Nothing sticks in the mind like regrets. How many nights have I settled into bed, sleep mere moments away, only to be yanked away by memories of missteps? Should I have asked her out? Did I spend enough time with my grandfather before he died? Why didn’t I lie when they put me on the spot?
In my museum of regrets, one piece stands above all the others. A PlayStation disc, purchased used from a Hollywood Video, its black underbelly scratched…perhaps thrown in rage by its previous victims. On the front, a mutant’s joyless grin and the title Resident Evil 3: Nemesis.
About nine or ten years old, and already with the first two games already under my belt, I went into it with the confidence of youth. Slowly, over the course of weeks, I was broken. Resident Evil 3 was more than I could handle.
Now, Capcom has announced a remake, and with it I have a chance to conquer the demons of my youth.
Slowly, over the course of weeks, I was broken. Resident Evil 3 was more than I could handle.
Armed with limited weapons and ammo, Resident Evil 3 (like its predecessors) tasks you with navigating a zombie outbreak, and some occasionally cruel camera angles, while foraging to keep your always-strained supplies from running out. Resource management is key. Do you try to run by that zombie down the alley, or shoot him with one of your ten remaining bullets, knowing you might not find more for a while?
RE3 added a new wrinkle. The eponymous Nemesis, a hulking zombie that pursues you throughout the game. Although RE2 had experimented with a similar figure — a bald, trench coat-clad fellow known as Mr. X — Nemesis took the idea to new extremes.
He was relentless. Anywhere you went, he could appear, whether leaping through a window or politely opening a door behind you, hissing the word “Stars” (his goal is to kill every members of the S.TA.R.S. police unit, including protagonist Jill Valentine). Like a big, patchwork Sting, he’s watching every move you make.
I know what you’re thinking. Big zombie? Just outrun him! You would be wrong. Like a young Shaq, Nemesis is built like a tank but moves with the speed of a gazelle, and he wants to dunk your skull into the pavement. He’s immortal, too. Go ahead and empty your whole arsenal into him. The best you’ll do is knock him down for awhile.
Resident Evil 2 built up my resistance to the series’ shambling zombies and brutish grotesques, but I wasn’t prepared for Nemesis. The atmosphere of constant paranoia was too much for my young heart to take. Hunted ceaselessly, I was forced to confront inevitability itself, the realization that time and the universe would move on no matter how I struggled.
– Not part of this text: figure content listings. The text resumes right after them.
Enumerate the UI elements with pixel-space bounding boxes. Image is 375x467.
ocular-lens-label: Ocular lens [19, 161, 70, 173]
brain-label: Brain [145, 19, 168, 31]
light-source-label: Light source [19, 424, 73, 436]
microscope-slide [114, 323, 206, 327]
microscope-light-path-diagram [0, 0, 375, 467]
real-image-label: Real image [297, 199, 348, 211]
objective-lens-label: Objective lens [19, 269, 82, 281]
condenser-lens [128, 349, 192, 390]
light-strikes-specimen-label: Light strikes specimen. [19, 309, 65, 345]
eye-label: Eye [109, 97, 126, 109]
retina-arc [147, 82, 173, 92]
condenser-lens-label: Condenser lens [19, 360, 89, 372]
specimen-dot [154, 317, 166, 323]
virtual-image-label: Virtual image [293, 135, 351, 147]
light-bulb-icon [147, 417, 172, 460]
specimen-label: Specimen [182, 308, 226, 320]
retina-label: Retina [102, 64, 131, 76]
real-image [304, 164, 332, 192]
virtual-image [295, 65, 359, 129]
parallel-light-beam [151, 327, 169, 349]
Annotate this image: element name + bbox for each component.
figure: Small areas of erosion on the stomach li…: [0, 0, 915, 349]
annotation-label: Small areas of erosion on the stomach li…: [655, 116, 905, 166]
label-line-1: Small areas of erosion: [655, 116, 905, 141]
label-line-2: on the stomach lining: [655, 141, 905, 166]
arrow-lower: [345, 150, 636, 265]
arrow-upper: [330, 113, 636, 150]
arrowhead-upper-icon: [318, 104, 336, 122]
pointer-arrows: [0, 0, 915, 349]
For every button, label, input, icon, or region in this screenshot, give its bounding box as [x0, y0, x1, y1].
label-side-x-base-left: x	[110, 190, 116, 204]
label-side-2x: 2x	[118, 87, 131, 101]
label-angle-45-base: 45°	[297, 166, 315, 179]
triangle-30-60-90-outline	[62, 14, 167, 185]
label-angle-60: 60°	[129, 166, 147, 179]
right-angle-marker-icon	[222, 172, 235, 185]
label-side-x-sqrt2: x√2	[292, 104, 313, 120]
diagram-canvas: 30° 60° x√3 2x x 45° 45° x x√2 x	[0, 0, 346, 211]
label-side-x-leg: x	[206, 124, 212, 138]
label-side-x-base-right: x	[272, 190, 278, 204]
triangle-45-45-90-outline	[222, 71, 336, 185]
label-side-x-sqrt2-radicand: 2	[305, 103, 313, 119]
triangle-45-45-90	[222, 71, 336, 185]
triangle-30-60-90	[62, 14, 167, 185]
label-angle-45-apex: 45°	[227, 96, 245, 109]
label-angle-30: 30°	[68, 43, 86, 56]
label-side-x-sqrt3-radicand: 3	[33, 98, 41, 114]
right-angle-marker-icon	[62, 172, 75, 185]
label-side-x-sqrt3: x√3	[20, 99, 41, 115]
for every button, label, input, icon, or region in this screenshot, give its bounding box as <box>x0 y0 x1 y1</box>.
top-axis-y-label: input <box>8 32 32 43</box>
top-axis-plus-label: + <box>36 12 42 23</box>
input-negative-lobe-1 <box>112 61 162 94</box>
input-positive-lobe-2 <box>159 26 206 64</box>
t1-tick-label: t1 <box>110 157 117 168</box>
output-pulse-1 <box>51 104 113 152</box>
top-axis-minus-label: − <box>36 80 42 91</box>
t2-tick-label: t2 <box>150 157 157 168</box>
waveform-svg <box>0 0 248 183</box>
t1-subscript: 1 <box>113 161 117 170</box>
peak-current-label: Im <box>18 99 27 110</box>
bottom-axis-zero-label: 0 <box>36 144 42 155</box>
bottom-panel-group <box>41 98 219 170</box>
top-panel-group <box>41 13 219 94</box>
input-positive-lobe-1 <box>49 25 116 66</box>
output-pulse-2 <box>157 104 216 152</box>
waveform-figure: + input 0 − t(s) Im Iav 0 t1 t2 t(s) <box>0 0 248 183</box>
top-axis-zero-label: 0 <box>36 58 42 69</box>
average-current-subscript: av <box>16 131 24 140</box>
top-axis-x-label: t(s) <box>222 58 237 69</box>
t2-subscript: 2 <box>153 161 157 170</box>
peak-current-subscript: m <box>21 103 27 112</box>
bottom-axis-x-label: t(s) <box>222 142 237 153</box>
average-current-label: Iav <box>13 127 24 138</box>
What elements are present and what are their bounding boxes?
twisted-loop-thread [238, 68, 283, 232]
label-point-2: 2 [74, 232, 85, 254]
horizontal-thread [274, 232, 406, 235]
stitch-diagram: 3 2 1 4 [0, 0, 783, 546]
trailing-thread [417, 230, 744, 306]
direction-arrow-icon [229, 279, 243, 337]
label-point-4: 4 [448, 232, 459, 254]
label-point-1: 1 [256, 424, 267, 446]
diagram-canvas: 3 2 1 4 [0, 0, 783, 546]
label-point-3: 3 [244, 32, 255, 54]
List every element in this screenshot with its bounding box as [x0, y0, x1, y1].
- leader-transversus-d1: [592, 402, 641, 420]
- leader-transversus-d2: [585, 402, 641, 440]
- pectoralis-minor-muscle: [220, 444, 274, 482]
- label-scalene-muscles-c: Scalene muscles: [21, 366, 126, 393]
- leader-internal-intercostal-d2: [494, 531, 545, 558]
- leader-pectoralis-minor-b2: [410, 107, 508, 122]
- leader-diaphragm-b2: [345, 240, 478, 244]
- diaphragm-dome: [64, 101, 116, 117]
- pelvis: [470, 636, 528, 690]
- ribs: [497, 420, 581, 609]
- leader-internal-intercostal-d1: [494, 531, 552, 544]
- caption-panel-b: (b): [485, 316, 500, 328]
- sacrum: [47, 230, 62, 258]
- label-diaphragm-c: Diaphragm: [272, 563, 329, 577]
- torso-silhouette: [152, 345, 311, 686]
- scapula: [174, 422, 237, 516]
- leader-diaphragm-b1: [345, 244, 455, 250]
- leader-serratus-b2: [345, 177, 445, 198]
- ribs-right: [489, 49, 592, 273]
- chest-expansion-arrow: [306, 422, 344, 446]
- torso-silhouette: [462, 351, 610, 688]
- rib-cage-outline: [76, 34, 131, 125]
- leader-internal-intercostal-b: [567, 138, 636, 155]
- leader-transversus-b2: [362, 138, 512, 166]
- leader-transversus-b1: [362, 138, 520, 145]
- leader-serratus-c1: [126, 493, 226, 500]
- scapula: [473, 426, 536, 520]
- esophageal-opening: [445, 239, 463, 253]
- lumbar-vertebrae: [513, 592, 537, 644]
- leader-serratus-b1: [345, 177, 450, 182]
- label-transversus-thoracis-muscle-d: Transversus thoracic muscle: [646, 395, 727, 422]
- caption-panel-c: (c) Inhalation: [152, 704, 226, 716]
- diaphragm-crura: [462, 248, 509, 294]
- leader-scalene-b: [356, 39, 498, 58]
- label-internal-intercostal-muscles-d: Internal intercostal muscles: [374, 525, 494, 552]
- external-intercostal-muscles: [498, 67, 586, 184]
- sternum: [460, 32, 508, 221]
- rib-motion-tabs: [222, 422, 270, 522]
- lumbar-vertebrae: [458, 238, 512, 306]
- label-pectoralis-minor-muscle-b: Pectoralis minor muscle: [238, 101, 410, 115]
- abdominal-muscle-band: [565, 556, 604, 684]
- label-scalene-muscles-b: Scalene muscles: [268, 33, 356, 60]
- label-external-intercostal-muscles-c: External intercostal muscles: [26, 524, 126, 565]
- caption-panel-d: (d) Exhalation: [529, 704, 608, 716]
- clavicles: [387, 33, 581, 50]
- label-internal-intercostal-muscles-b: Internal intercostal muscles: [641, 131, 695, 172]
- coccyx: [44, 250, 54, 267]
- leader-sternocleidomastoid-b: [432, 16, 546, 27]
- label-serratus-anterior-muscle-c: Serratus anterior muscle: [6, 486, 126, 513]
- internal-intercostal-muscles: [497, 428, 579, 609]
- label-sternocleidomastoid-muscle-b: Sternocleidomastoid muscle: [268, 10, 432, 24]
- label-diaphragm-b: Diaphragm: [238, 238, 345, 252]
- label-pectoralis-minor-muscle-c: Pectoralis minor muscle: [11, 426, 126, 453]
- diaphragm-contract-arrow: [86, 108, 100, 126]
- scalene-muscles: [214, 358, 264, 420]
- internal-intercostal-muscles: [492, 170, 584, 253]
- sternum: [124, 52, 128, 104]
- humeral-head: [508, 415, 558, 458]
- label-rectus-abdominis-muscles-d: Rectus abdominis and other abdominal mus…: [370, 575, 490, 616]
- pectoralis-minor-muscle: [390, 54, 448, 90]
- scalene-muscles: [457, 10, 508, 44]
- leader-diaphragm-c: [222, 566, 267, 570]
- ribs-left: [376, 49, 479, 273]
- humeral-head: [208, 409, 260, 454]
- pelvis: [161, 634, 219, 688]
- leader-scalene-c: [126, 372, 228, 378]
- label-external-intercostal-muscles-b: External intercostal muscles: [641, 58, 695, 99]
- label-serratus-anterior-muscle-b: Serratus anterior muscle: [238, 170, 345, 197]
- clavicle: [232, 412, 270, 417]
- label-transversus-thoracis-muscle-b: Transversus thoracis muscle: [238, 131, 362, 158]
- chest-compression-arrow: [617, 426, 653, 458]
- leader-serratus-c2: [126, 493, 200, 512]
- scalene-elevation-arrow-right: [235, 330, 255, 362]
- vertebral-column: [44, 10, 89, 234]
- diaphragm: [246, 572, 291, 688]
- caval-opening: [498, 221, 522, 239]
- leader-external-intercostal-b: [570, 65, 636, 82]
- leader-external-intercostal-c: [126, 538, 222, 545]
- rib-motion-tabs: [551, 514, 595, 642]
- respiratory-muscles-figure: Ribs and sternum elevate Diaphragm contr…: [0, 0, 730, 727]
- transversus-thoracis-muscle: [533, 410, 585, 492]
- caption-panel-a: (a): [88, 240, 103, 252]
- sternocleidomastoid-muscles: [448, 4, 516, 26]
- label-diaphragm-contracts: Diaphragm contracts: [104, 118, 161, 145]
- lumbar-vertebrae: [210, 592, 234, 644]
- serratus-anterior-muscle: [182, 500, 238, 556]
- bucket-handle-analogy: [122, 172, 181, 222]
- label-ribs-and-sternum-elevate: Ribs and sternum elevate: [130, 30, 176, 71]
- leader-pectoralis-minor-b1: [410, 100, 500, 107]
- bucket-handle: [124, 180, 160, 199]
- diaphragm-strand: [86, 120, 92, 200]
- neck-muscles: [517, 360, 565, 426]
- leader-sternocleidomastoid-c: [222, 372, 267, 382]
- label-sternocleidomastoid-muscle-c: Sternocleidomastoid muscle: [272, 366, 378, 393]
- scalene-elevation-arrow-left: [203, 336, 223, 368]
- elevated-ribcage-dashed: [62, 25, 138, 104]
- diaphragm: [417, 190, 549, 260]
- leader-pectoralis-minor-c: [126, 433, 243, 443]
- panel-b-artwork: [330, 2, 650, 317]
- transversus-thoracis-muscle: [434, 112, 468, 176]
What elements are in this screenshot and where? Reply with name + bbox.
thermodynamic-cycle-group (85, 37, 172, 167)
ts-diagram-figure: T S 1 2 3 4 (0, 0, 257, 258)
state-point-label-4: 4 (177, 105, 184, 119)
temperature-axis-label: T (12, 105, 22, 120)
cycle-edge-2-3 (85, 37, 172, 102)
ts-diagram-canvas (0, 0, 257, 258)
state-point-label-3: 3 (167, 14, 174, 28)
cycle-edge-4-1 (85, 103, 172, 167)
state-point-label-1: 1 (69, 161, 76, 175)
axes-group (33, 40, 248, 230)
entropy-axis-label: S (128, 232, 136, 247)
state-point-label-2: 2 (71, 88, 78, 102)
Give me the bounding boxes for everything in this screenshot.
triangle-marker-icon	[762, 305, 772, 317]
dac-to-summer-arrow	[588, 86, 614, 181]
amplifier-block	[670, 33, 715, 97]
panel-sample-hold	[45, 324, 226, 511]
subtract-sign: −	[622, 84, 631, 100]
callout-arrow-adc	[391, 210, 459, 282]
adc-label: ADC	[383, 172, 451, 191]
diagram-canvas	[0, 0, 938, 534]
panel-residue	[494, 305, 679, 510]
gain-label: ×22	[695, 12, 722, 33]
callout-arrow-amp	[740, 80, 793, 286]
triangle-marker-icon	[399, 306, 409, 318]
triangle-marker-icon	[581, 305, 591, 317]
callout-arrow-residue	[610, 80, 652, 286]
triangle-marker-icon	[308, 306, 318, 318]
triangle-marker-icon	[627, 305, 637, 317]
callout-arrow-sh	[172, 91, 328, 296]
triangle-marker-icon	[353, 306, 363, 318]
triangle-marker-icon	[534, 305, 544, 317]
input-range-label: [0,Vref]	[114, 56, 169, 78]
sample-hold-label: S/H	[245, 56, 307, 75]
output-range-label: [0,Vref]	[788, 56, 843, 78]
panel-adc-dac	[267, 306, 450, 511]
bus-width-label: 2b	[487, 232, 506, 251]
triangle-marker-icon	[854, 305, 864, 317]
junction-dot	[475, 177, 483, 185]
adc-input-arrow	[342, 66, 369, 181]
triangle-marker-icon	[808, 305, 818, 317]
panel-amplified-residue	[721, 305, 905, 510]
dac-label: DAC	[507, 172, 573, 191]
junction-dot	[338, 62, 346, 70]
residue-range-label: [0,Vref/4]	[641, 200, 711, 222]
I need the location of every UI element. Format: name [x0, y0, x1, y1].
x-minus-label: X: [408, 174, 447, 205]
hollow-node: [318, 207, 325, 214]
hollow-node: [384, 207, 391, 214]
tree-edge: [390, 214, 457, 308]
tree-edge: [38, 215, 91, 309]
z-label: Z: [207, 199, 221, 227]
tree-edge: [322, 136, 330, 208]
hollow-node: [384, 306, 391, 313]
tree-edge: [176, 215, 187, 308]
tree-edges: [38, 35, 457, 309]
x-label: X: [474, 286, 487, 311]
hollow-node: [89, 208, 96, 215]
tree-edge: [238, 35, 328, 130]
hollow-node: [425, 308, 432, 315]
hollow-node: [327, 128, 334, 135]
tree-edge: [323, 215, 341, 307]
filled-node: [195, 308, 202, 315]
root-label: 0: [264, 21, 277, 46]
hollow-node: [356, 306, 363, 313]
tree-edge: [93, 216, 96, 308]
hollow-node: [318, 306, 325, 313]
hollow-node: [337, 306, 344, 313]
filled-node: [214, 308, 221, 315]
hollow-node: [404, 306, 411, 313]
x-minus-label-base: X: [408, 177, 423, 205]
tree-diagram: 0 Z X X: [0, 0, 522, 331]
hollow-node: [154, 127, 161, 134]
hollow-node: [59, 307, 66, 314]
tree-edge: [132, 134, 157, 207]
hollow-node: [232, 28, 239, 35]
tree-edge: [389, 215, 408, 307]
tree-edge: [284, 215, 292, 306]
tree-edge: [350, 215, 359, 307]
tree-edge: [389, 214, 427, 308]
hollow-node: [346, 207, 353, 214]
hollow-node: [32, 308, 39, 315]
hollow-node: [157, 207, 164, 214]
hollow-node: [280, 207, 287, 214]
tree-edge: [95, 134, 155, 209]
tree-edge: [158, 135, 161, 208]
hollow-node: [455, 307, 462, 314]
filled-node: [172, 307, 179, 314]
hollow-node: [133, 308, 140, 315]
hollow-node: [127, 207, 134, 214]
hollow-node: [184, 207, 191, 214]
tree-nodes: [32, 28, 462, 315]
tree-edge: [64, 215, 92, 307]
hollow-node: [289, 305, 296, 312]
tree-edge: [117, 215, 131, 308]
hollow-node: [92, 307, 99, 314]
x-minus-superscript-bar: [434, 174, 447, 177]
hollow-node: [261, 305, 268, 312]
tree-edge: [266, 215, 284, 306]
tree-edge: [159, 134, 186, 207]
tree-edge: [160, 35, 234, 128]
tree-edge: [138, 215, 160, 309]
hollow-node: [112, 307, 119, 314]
Fleeing from Nemesis, I understood for the first time that I was mortal. One day my skin will sag, my bones will crumble, and I will be only so much dust scattered across a tiny slice of the cosmos.
I never beat Resident Evil 3. Although I put the game down, Nemesis didn’t stop pursuing me. His cold gaze is reflected in every unfinished project, every failed New Year’s resolution, every night spent staring out the window, glass of whisky in hand, as Moonlight Sonata creeps out of my speakers.
Fleeing from Nemesis, I understood for the first time that I was mortal.
Whenever I’m asked my greatest weakness, I bite my lip, resisting the urge to confess that I am forever haunted by my failure to beat Resident Evil 3. “Um,” I stammer instead, “I guess I just work too hard.”
So, when rumors began to swirl that Capcom was working on a remake of RE3, I felt my pulse quicken, a cold tide of sweat chilling me as I thought of seeing my old foe once again. This time in high definition.
But I’m not a child anymore. I can’t live in the past. Life rarely gives you a second chance, a shot at redemption, but that’s what I might find with the return of Resident Evil 3. I’ve been hardened by the travails of adulthood, by hours of fleeing from the upgraded Mr. X in 2019’s Resident Evil 2 remake.
I’ll be waiting, Nemesis. This time, I’ll be ready.